Denver: The typical day for Noah Lyles now looks something like this: Drive to park. Unload weights from truck. Sprint on grassy field. Lift. And, every now and then, head home and take a doping test.
The world-champion sprinter is one of 15 American athletes who have volunteered to conduct in-home drug tests on themselves as part of a pilot program being run by the U.S. Anti-Doping Agency.
With anti-doping collections severely curtailed across the globe because of the coronavirus pandemic, USADA is looking at new options, in this case by asking a group of leading Americans to give urine and small dried blood samples at home.
They asked me to do it, and I wasn't opposed to doing it, Lyles said.
It's a way to get my drug test in. Athletes are still required to fill out their whereabouts forms, and under this program, a doping control officer will connect with an athlete via Zoom or FaceTime during a prescribed window.
Athletes receive test kits at home and head into their bathroom to give urine samples while leaving their laptops outside the room.
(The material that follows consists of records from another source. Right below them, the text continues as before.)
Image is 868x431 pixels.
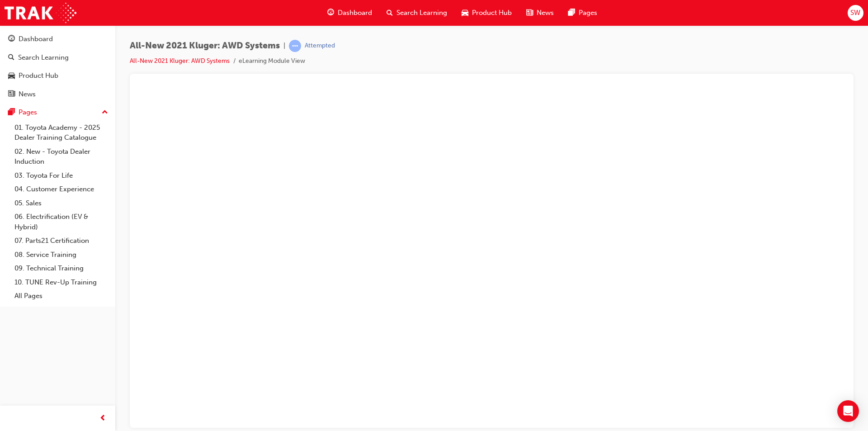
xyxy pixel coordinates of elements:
span: All-New 2021 Kluger: AWD Systems [130,41,280,51]
span: search-icon [387,8,393,18]
a: guage-iconDashboard [320,4,379,22]
div: News [18,89,36,100]
span: up-icon [102,106,108,119]
span: car-icon [8,72,15,80]
span: SW [851,8,860,18]
a: 04. Customer Experience [11,182,112,196]
a: 08. Service Training [11,248,112,261]
span: Pages [578,8,597,18]
a: All-New 2021 Kluger: AWD Systems [130,57,230,65]
li: eLearning Module View [239,56,306,66]
a: pages-iconPages [561,4,604,22]
a: Search Learning [4,49,112,66]
button: Pages [4,104,112,121]
div: Dashboard [18,34,53,44]
div: Product Hub [18,71,59,81]
span: pages-icon [569,8,575,18]
a: News [4,86,112,103]
a: car-iconProduct Hub [455,4,519,22]
span: news-icon [526,8,533,18]
span: pages-icon [8,109,15,116]
span: guage-icon [8,35,15,43]
span: search-icon [8,54,14,62]
span: Search Learning [397,8,447,18]
span: car-icon [461,8,468,18]
a: 02. New - Toyota Dealer Induction [11,144,112,169]
a: All Pages [11,289,112,303]
a: 07. Parts21 Certification [11,234,112,248]
button: DashboardSearch LearningProduct HubNews [4,29,112,104]
button: SW [847,5,863,21]
div: Attempted [305,42,335,50]
a: 01. Toyota Academy - 2025 Dealer Training Catalogue [11,121,112,144]
a: Product Hub [4,68,112,84]
a: 09. Technical Training [11,261,112,275]
span: news-icon [8,90,15,99]
span: prev-icon [100,413,106,424]
span: Dashboard [337,8,372,18]
a: news-iconNews [519,4,561,22]
a: 10. TUNE Rev-Up Training [11,275,112,290]
span: guage-icon [328,8,334,18]
div: Search Learning [18,52,68,63]
span: Product Hub [472,8,512,18]
img: Trak [5,3,77,23]
a: 03. Toyota For Life [11,169,112,182]
div: Pages [18,107,37,118]
a: 05. Sales [11,196,112,211]
span: News [537,8,554,18]
a: Dashboard [4,30,112,47]
span: | [284,41,285,51]
a: search-iconSearch Learning [379,4,455,22]
span: learningRecordVerb_ATTEMPT-icon [289,40,301,52]
div: Open Intercom Messenger [838,400,859,422]
a: 06. Electrification (EV & Hybrid) [11,210,112,234]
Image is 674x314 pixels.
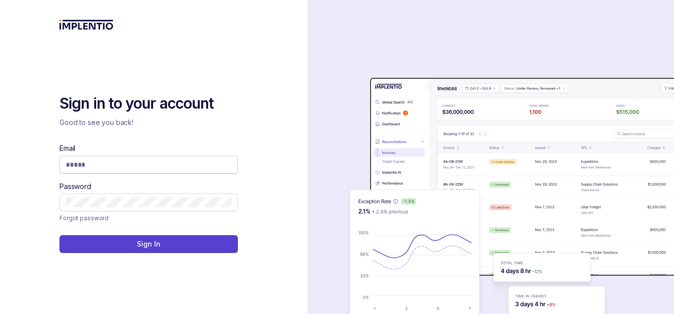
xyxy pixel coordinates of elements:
img: logo [59,20,113,30]
label: Email [59,143,75,153]
p: Sign In [137,239,160,249]
p: Good to see you back! [59,117,238,127]
button: Sign In [59,235,238,253]
h2: Sign in to your account [59,94,238,113]
p: Forgot password [59,213,109,223]
label: Password [59,181,91,191]
a: Link Forgot password [59,213,109,223]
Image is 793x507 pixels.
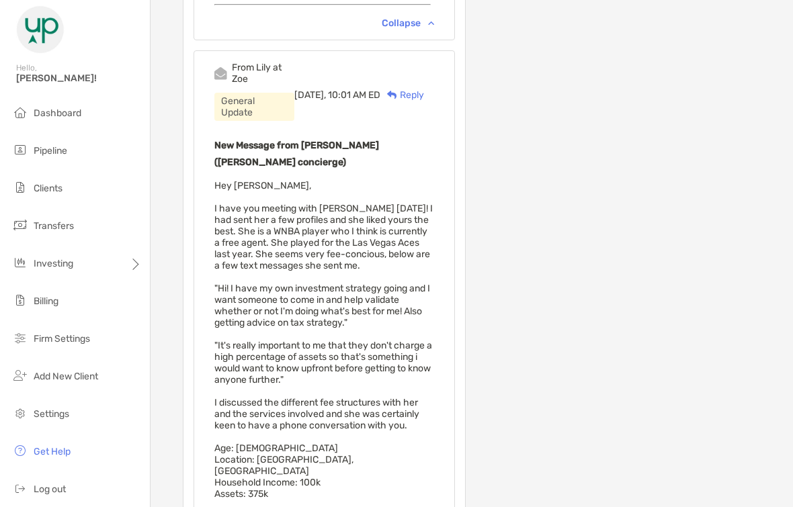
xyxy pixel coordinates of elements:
[294,89,326,101] span: [DATE],
[34,484,66,495] span: Log out
[428,21,434,25] img: Chevron icon
[387,91,397,99] img: Reply icon
[12,405,28,421] img: settings icon
[12,292,28,308] img: billing icon
[12,443,28,459] img: get-help icon
[34,107,81,119] span: Dashboard
[16,5,64,54] img: Zoe Logo
[34,333,90,345] span: Firm Settings
[328,89,380,101] span: 10:01 AM ED
[214,67,227,80] img: Event icon
[12,179,28,196] img: clients icon
[382,17,434,29] div: Collapse
[214,140,379,168] b: New Message from [PERSON_NAME] ([PERSON_NAME] concierge)
[34,446,71,458] span: Get Help
[34,145,67,157] span: Pipeline
[12,255,28,271] img: investing icon
[380,88,424,102] div: Reply
[34,371,98,382] span: Add New Client
[12,480,28,496] img: logout icon
[12,217,28,233] img: transfers icon
[16,73,142,84] span: [PERSON_NAME]!
[34,183,62,194] span: Clients
[12,104,28,120] img: dashboard icon
[34,408,69,420] span: Settings
[214,93,294,121] div: General Update
[34,220,74,232] span: Transfers
[34,296,58,307] span: Billing
[12,330,28,346] img: firm-settings icon
[12,142,28,158] img: pipeline icon
[12,367,28,384] img: add_new_client icon
[232,62,294,85] div: From Lily at Zoe
[34,258,73,269] span: Investing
Under normal circumstances, the officer would come to the house (or wherever the athlete was at the time) and stand outside the bathroom.
In this case, the officer looks on via the camera while the athletes are timed and their temperatures are monitored to ensure they are giving the samples in real time.
The blood test uses a new technology dry blood sampling in which athletes prick their arms and small droplets of blood funnel into a container. Athletes are then responsible for packaging the samples and sending them back to testing labs.
USADA CEO Travis Tygart says the program gives clean athletes a chance to prove they have remained clean during a time in which anti-doping regulators are having a difficult time reaching the numbers of athletes they normally would. It's an issue that will make the return to play the Olympics are rescheduled for 2021 but other events are expected to come back sooner that much more difficult to navigate.